The niche I haven’t found on Lemmy yet is coffee – we don’t need to replicate a subreddit for every brew method, but I’d love to have a general community for coffee bean reviews and brewing tips.
I first found online community on listservs and Usenet (just after the eternal September), hopeful that the tide is finally turning back to decentralisation.
The niche I haven’t found on Lemmy yet is coffee – we don’t need to replicate a subreddit for every brew method, but I’d love to have a general community for coffee bean reviews and brewing tips.
Lemmy or at least Beehaw tends to favour more general communities; I wouldn’t mind seeing a general notetaking/pkm/digital garden community where we can share our high-level methods and philosophies without getting too deep into specific software issues.
My introduction to online communities was through listservs and Usenet in the early days of the eternal September (1993-1994). I begrudgingly joined various corporate social media platforms to keep up with friends and family; thought that Reddit (a decade ago anyway) carried some of the spirit of old Usenet but knew a centralised corporate platform would eventually start eating its users. I’m hopeful that the various manifestations of the fediverse will gradually turn the tide of the internet back towards decentralisation.
I dithered over whether to use the slightly anonymous handle that I’ve used on Reddit and a few other platforms, or a less anonymous one that I’ve used in more places – ended up choosing the one that I’ve used on Mastodon accounts among many others.
IRL I alternately call myself a professional filer and a professional queer, as I work for an LGBTIQ+ archive. Politics, literature, and tech seem to be well covered here; I think the communities I’ll miss the most from Reddit are the ones devoted to coffee and stationery.
Starred with plain vi but I just calculated I’ve been using Vim for nearly half of my life.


▶ **PROBLEM DESCRIPTION**
Please transcribe all of the records precisely.

Dataset rows about figures:
######

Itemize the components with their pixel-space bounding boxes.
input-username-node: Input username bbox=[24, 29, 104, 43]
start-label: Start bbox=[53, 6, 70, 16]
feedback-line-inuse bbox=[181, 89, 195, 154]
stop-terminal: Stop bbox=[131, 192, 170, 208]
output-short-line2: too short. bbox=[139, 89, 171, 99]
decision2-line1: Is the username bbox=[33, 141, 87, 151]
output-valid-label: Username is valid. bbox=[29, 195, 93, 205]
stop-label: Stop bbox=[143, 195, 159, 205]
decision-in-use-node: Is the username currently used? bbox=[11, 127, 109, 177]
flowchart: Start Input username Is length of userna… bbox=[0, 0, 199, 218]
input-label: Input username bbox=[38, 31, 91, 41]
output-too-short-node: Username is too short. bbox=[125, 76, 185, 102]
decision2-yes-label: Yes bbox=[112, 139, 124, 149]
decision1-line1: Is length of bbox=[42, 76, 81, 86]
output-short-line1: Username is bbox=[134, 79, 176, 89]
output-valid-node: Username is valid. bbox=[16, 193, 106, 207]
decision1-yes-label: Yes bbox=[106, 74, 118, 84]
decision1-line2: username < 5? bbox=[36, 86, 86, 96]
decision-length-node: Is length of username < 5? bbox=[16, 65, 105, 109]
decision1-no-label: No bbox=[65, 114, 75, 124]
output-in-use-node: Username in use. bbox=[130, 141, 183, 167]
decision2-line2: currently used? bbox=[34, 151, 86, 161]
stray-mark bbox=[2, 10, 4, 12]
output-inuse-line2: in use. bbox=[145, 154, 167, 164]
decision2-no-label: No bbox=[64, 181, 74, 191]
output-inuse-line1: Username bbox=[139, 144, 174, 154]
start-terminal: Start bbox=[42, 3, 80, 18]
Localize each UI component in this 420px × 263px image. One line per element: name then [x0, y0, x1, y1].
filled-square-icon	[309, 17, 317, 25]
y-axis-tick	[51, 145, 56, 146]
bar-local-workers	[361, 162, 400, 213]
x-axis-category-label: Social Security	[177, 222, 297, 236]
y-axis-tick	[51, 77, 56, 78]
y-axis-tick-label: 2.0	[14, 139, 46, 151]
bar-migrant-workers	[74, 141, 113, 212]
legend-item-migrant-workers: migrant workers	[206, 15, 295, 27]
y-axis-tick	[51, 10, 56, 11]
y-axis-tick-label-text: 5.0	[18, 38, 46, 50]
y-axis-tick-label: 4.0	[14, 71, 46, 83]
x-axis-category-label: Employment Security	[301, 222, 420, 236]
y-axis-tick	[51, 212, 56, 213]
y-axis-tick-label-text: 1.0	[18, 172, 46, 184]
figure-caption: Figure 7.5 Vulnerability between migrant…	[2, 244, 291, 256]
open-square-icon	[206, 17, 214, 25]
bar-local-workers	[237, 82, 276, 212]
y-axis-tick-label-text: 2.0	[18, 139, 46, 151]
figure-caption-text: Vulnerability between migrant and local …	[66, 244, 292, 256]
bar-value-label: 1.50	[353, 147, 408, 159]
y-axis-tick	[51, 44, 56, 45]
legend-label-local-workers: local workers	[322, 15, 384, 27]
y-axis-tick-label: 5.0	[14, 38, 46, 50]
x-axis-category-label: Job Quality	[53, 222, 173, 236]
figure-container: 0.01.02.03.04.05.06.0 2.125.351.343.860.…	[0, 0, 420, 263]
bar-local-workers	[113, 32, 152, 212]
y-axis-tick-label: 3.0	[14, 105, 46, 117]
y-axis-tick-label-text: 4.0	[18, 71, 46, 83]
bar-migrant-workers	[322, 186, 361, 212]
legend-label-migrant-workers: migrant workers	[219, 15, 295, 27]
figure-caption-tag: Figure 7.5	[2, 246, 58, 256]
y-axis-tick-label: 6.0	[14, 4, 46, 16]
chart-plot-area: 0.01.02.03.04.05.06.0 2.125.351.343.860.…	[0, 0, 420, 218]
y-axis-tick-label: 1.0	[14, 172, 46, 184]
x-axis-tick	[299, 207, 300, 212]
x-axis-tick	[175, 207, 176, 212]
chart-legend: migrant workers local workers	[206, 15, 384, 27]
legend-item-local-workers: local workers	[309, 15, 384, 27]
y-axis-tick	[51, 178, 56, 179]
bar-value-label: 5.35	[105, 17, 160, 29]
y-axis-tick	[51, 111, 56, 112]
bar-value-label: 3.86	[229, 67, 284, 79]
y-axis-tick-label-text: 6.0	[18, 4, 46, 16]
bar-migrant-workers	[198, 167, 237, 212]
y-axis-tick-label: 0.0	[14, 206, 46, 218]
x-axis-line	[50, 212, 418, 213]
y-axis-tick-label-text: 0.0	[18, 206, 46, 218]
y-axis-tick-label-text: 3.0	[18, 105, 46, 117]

######

▶ **TASK ANSWER**
Itemize the components with their pixel-space bounding boxes.
input-username-node: Input username bbox=[24, 29, 104, 43]
start-label: Start bbox=[53, 6, 70, 16]
feedback-line-inuse bbox=[181, 89, 195, 154]
stop-terminal: Stop bbox=[131, 192, 170, 208]
output-short-line2: too short. bbox=[139, 89, 171, 99]
decision2-line1: Is the username bbox=[33, 141, 87, 151]
output-valid-label: Username is valid. bbox=[29, 195, 93, 205]
stop-label: Stop bbox=[143, 195, 159, 205]
decision-in-use-node: Is the username currently used? bbox=[11, 127, 109, 177]
flowchart: Start Input username Is length of userna… bbox=[0, 0, 199, 218]
input-label: Input username bbox=[38, 31, 91, 41]
output-too-short-node: Username is too short. bbox=[125, 76, 185, 102]
decision2-yes-label: Yes bbox=[112, 139, 124, 149]
decision1-line1: Is length of bbox=[42, 76, 81, 86]
output-short-line1: Username is bbox=[134, 79, 176, 89]
output-valid-node: Username is valid. bbox=[16, 193, 106, 207]
decision1-yes-label: Yes bbox=[106, 74, 118, 84]
decision1-line2: username < 5? bbox=[36, 86, 86, 96]
decision-length-node: Is length of username < 5? bbox=[16, 65, 105, 109]
decision1-no-label: No bbox=[65, 114, 75, 124]
output-in-use-node: Username in use. bbox=[130, 141, 183, 167]
decision2-line2: currently used? bbox=[34, 151, 86, 161]
stray-mark bbox=[2, 10, 4, 12]
output-inuse-line2: in use. bbox=[145, 154, 167, 164]
decision2-no-label: No bbox=[64, 181, 74, 191]
output-inuse-line1: Username bbox=[139, 144, 174, 154]
start-terminal: Start bbox=[42, 3, 80, 18]
Localize each UI component in this 420px × 263px image. One line per element: name then [x0, y0, x1, y1].
filled-square-icon	[309, 17, 317, 25]
y-axis-tick	[51, 145, 56, 146]
bar-local-workers	[361, 162, 400, 213]
x-axis-category-label: Social Security	[177, 222, 297, 236]
y-axis-tick	[51, 77, 56, 78]
y-axis-tick-label: 2.0	[14, 139, 46, 151]
bar-migrant-workers	[74, 141, 113, 212]
legend-item-migrant-workers: migrant workers	[206, 15, 295, 27]
y-axis-tick	[51, 10, 56, 11]
y-axis-tick-label-text: 5.0	[18, 38, 46, 50]
y-axis-tick-label: 4.0	[14, 71, 46, 83]
x-axis-category-label: Employment Security	[301, 222, 420, 236]
y-axis-tick	[51, 212, 56, 213]
y-axis-tick-label-text: 1.0	[18, 172, 46, 184]
figure-caption: Figure 7.5 Vulnerability between migrant…	[2, 244, 291, 256]
open-square-icon	[206, 17, 214, 25]
bar-local-workers	[237, 82, 276, 212]
y-axis-tick-label-text: 2.0	[18, 139, 46, 151]
figure-caption-text: Vulnerability between migrant and local …	[66, 244, 292, 256]
bar-value-label: 1.50	[353, 147, 408, 159]
y-axis-tick	[51, 44, 56, 45]
legend-label-local-workers: local workers	[322, 15, 384, 27]
y-axis-tick-label: 5.0	[14, 38, 46, 50]
x-axis-category-label: Job Quality	[53, 222, 173, 236]
figure-container: 0.01.02.03.04.05.06.0 2.125.351.343.860.…	[0, 0, 420, 263]
bar-local-workers	[113, 32, 152, 212]
y-axis-tick-label: 3.0	[14, 105, 46, 117]
y-axis-tick-label-text: 4.0	[18, 71, 46, 83]
bar-migrant-workers	[322, 186, 361, 212]
legend-label-migrant-workers: migrant workers	[219, 15, 295, 27]
figure-caption-tag: Figure 7.5	[2, 246, 58, 256]
y-axis-tick-label: 6.0	[14, 4, 46, 16]
chart-plot-area: 0.01.02.03.04.05.06.0 2.125.351.343.860.…	[0, 0, 420, 218]
y-axis-tick-label: 1.0	[14, 172, 46, 184]
x-axis-tick	[299, 207, 300, 212]
x-axis-tick	[175, 207, 176, 212]
chart-legend: migrant workers local workers	[206, 15, 384, 27]
legend-item-local-workers: local workers	[309, 15, 384, 27]
y-axis-tick	[51, 178, 56, 179]
bar-value-label: 5.35	[105, 17, 160, 29]
y-axis-tick	[51, 111, 56, 112]
bar-value-label: 3.86	[229, 67, 284, 79]
y-axis-tick-label-text: 6.0	[18, 4, 46, 16]
bar-migrant-workers	[198, 167, 237, 212]
y-axis-tick-label: 0.0	[14, 206, 46, 218]
x-axis-line	[50, 212, 418, 213]
y-axis-tick-label-text: 0.0	[18, 206, 46, 218]
y-axis-tick-label-text: 3.0	[18, 105, 46, 117]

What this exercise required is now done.